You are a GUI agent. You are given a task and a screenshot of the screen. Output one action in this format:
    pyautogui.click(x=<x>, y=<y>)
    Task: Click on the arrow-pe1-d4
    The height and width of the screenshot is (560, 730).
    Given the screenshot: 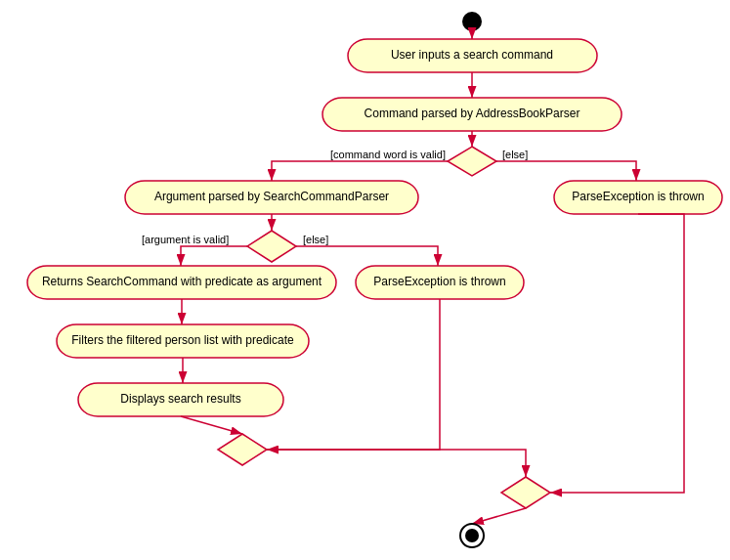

--*--

◆ **TASK DESCRIPTION**
Reproduce the lines of the data that run from the one containing "pyautogui.click(x=<x>, y=<y>)" to the final line, both included, exactly as they appear and without the pictures.

◆ **ANSWER AREA**
    pyautogui.click(x=<x>, y=<y>)
    Task: Click on the arrow-pe1-d4
    The height and width of the screenshot is (560, 730).
    Given the screenshot: 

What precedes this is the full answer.